"to undress (oneself);" also, transitive, "divest of a robe or garments, denude;" 1580s; see dis- + robe. Perhaps from or based on Old French desrober (Modern French dérober). Related: Disrobed; disrobing.
Entries linking to disrobe
dis-
word-forming element of Latin origin meaning 1. "lack of, not" (as in dishonest); 2. "opposite of, do the opposite of" (as in disallow); 3. "apart, away" (as in discard), from Old French des- or directly from Latin dis- "apart, asunder, in a different direction, between," figuratively "not, un-," also "exceedingly, utterly." Assimilated as dif- before -f- and to di- before most voiced consonants.
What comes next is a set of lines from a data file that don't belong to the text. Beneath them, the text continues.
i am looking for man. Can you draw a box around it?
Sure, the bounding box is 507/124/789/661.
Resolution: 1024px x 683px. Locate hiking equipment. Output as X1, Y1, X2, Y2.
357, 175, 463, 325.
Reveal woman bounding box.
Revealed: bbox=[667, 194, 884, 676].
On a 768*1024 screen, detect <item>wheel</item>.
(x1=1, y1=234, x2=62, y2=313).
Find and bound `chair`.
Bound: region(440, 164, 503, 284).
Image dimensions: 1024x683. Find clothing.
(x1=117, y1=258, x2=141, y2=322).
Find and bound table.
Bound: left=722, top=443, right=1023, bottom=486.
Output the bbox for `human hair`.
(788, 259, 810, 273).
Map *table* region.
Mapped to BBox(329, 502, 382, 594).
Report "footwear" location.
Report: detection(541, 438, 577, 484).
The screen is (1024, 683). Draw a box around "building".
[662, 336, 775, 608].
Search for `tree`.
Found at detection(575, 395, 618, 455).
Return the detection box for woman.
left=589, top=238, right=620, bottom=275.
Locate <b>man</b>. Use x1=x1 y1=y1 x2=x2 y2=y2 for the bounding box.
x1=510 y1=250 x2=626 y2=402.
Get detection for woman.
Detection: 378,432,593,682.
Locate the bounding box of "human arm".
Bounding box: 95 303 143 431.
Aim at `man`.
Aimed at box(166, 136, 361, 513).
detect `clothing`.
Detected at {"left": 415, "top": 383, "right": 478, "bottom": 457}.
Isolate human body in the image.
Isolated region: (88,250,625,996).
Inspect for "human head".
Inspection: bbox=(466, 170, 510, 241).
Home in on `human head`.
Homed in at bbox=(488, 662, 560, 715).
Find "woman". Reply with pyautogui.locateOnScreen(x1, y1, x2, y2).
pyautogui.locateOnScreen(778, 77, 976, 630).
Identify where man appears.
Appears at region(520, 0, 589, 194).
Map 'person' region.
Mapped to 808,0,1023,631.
The Latin prefix is from PIE *dis- "apart, asunder" (source also of Old English te-, Old Saxon ti-, Old High German ze-, German zer-). The PIE root is a secondary form of *dwis- and thus is related to Latin bis "twice" (originally *dvis) and to duo, on notion of "two ways, in twain" (hence "apart, asunder").
In classical Latin, dis- paralleled de- and had much the same meaning, but in Late Latin dis- came to be the favored form and this passed into Old French as des-, the form used for compound words formed in Old French, where it increasingly had a privative sense ("not"). In English, many of these words eventually were altered back to dis-, while in French many have been altered back to de-. The usual confusion prevails.
As a living prefix in English, it reverses or negatives what it is affixed to. Sometimes, as in Italian, it is reduced to s- (as in spend, splay, sport, sdain for disdain, and the surnames Spencer and Spence).
robe n.
"long, loose outer garment reaching almost to the floor, worn by men or women over other dress," late 13c., from Old French robe "long, loose outer garment" (12c.), from a Germanic source (compare Old High German rouba "vestments"), from West Germanic *raubo "booty" (cognate with Old High German roub "robbery, breakage"), which also yielded rob (v.).
Presumably the notion is of fine garments taken from an enemy as spoil, and the Old French word had a secondary sense of "plunder, booty," while Germanic cognates had both senses; as in Old English reaf "plunder, booty, spoil; garment, armor, vestment."
The meaning "dressing gown" is from 1854; such extended senses often appear first in French, e.g. robe de chambre "dressing gown," robe de nuit "nightgown." From c. 1300 in reference to official vestments and thus indicative of position or membership in a religious order, guild, etc.; metonymic sense of The Robe for "the legal profession" is attested from 1640s.